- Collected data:
···

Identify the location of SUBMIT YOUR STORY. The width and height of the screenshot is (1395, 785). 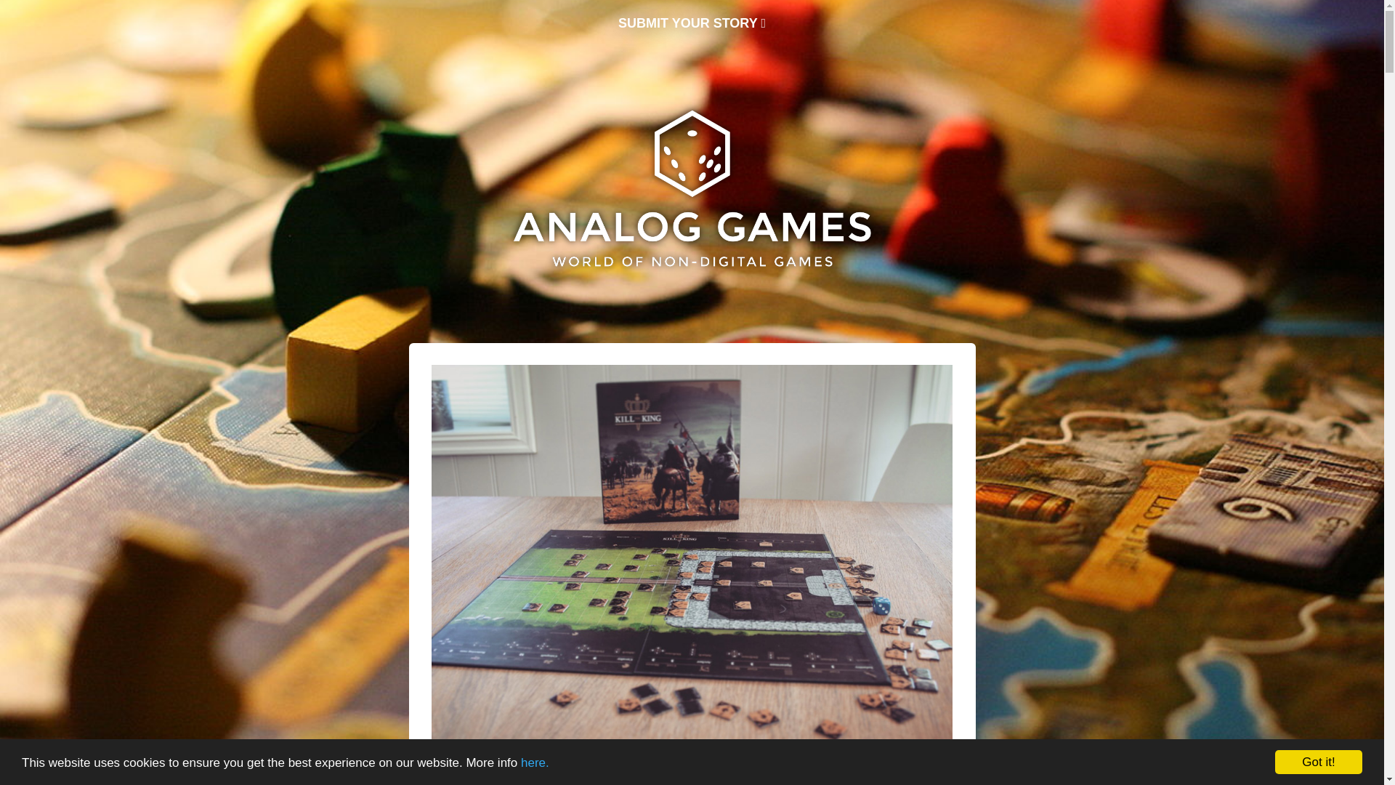
(692, 23).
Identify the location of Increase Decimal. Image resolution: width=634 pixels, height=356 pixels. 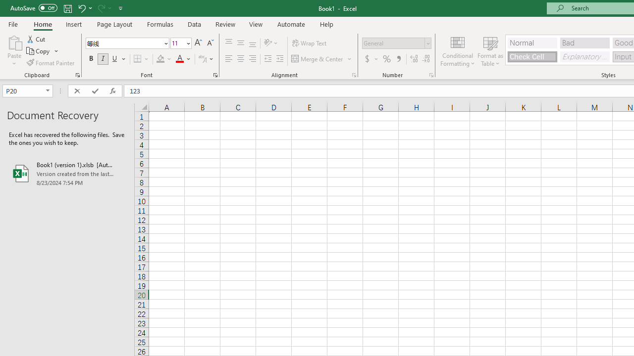
(414, 59).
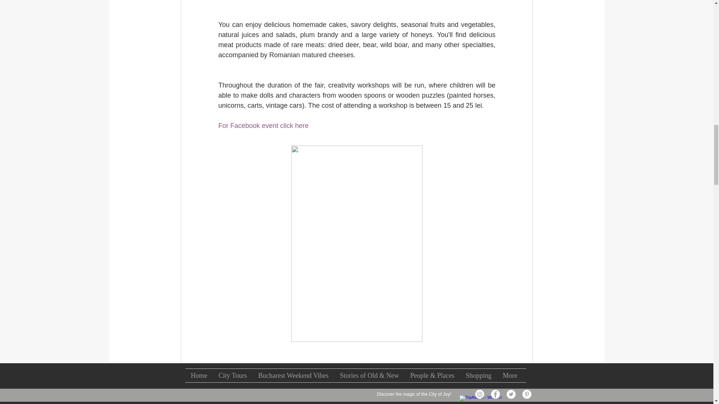 The width and height of the screenshot is (719, 404). What do you see at coordinates (263, 126) in the screenshot?
I see `For Facebook event click here` at bounding box center [263, 126].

···

- The task: Return all the records exactly. Skip the pictures.

- Exercise response:
Identify the location of SUBMIT YOUR STORY. The width and height of the screenshot is (1395, 785). 
(692, 23).
Identify the location of Increase Decimal. Image resolution: width=634 pixels, height=356 pixels. 
(414, 59).
 The width and height of the screenshot is (719, 404). What do you see at coordinates (263, 126) in the screenshot?
I see `For Facebook event click here` at bounding box center [263, 126].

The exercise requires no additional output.